I am sure you have been asked, perhaps by a therapist or the author of a self-help book, "Where do you want to be five years from now?" It's a favorite question of those who think they know how to help us get motivated. I have tried to answer the question, perhaps it's why I went to graduate school. The truth as I know it now, though, is in five years I want to look back and know that I lived those years, that I took risks, that I wasn't afraid--or if I was, I did it scared. Five years from now will take care of itself. These moments are the ones that matter; I will never get them back. I am not, anymore, easily discouraged from trying what I want to try: being a counselor, living alone, camping by myself, playing the violin, subscribing to Match, planting a banana tree.

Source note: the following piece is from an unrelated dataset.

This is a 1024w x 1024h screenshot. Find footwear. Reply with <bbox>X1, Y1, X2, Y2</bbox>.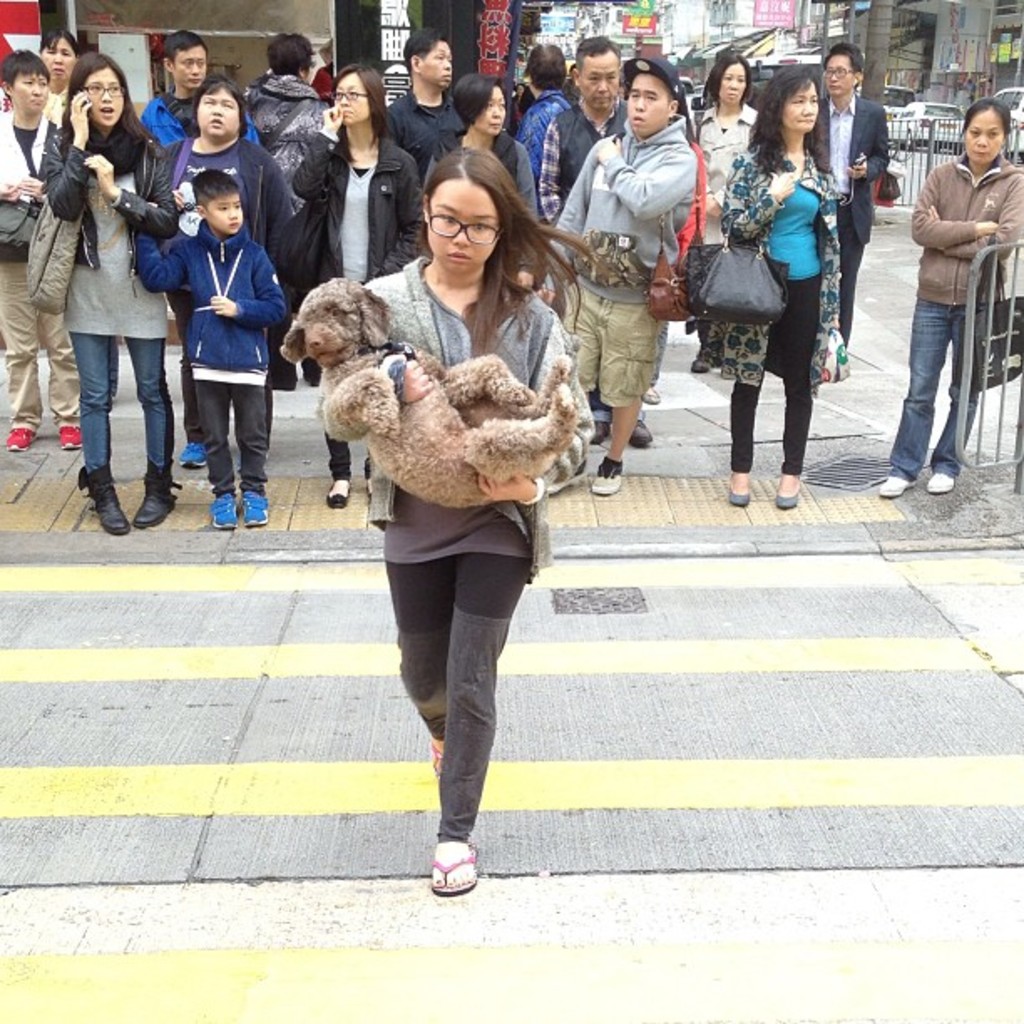
<bbox>54, 428, 79, 443</bbox>.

I gave birth to my own children, but I am a strong believer in the beauty of adoption. I read articles and receive advice about planting native plants and drought resistant plants in the garden. In one column the author/gardener said he plants his garden and never waters all summer. That sounds plain dull to me, though it would provide more time to sit in the air conditioning and watch TV, instead of sweating outside. My garden is my family now; I take care of its needs, it depends on me, and it gives me pleasure. There is a lot of adopting and adapting going on in the garden.

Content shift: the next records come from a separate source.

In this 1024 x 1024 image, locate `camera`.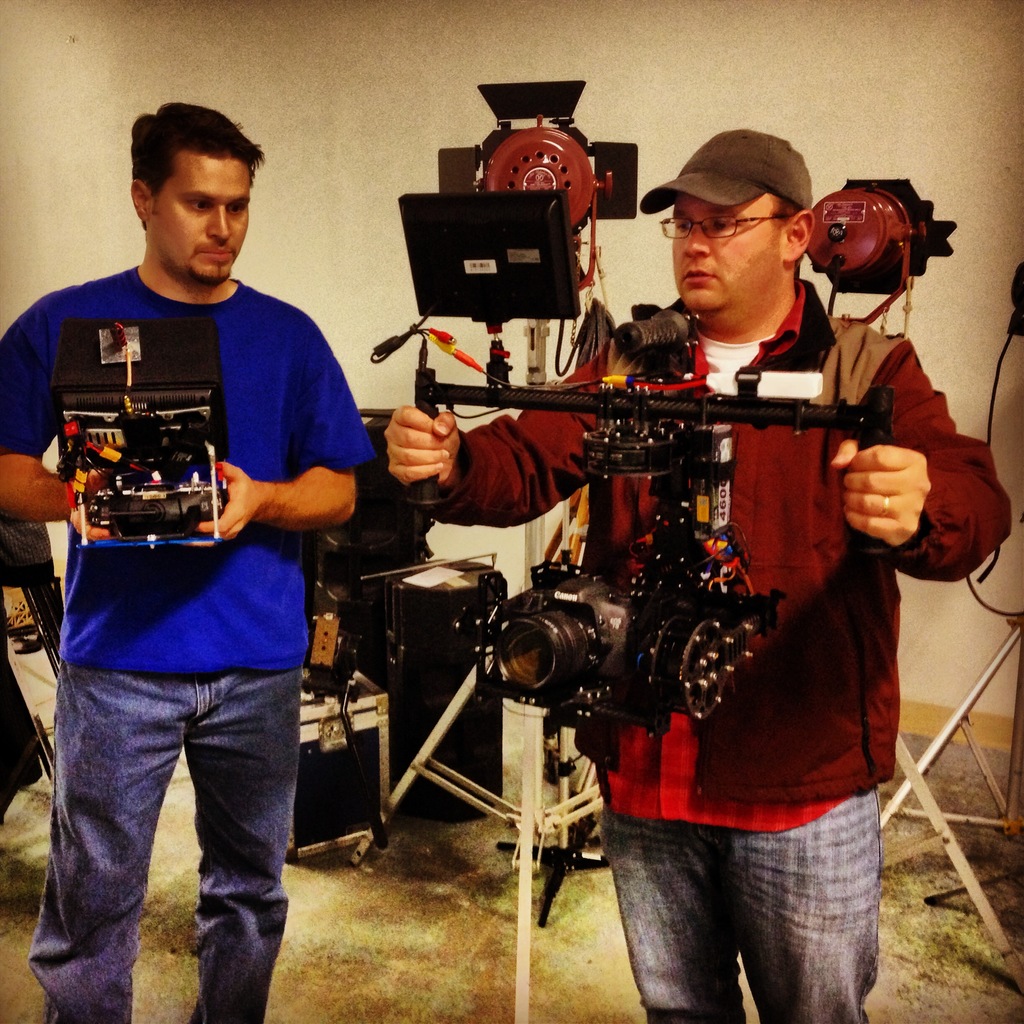
Bounding box: (462, 552, 782, 762).
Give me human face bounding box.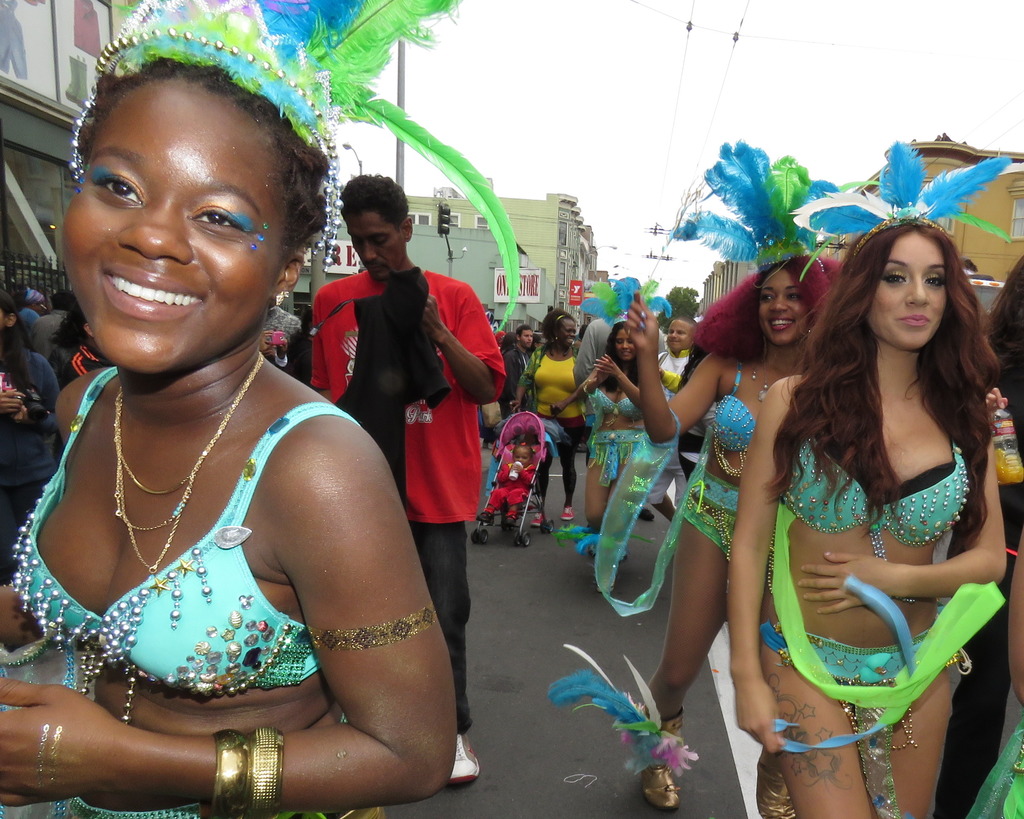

Last fall, just before the last chance planting date, I planted my banana tree. I followed the advice I read and after first frost I cut it down to the ground and mulched it. (The other option was to cut it a few feet above the ground, build a heavy gauge chicken wire coop around it and fill it with mulched leaves. That sounded a bit too much like taking care of children.) In the spring I eagerly watched for emergence. Nine stalks sprouted in an area the size of a dinner plate. I didn't know if I should thin the grove or not, so I let it make its own way. "One of these kids is doing her own thing." Now it is healthy, lush, and beautiful; but not tall, at least not yet. I asked a sister gardener I met while walking in my neighborhood about her banana tree. She told me to cut it off as high as I can reach and leave it. No need to mulch in this climate, especially if it's near the house. In the spring it will sprout out of the dead stalk and have a head start on height. I love things that sprout from dead stalks. Hydrangeas do that, too. So do I after the winter hybernation.

After the risk of frost last spring, I planted a variety of seeds in my garden. When they sprouted, I found that I couldn't tell the seedlings from the weedlings. I didn't know what to do. Should I pull the ones I think are weeds? If I guess, I risk pulling up the desirable plant. I chose to watch and wait until it became clear. Just as I waited to discern the difference between flowers and weeds in the garden, I wait to see which vines of my life now will hold my heart together and which ones will squeeze the life out. It is not always clear at first. Which vine is the passion flower and which is the cat briar?

Believably, 2010 is the hottest summer on record here; yet I am enjoying being outside more than I ever have. Not working, just sitting, away from pavement and cars, in the shade of the dogwood tree that catches the breeze. Watching and listening to the birds that flock to the feeder and flit and zip through the trees. I got a backyard birds book and I am learning their names. Yesterday the fluffy young cardinals discovered the feeder and entertained me for an hour. The titmouse and chickadees, so cute, have started stopping by. I keep an eye on my plants and discern which to plant more of next year and which ones don’t want to belong (they are my Mississippi plants). Sitting in the dark under the tiki lights I listen to the cicadas and watch the dance of fireflies. I have let go of the fact that it is ridiculously hot. I have stopped complaining about that which I can't control. I have decided to belong to this moment in this place.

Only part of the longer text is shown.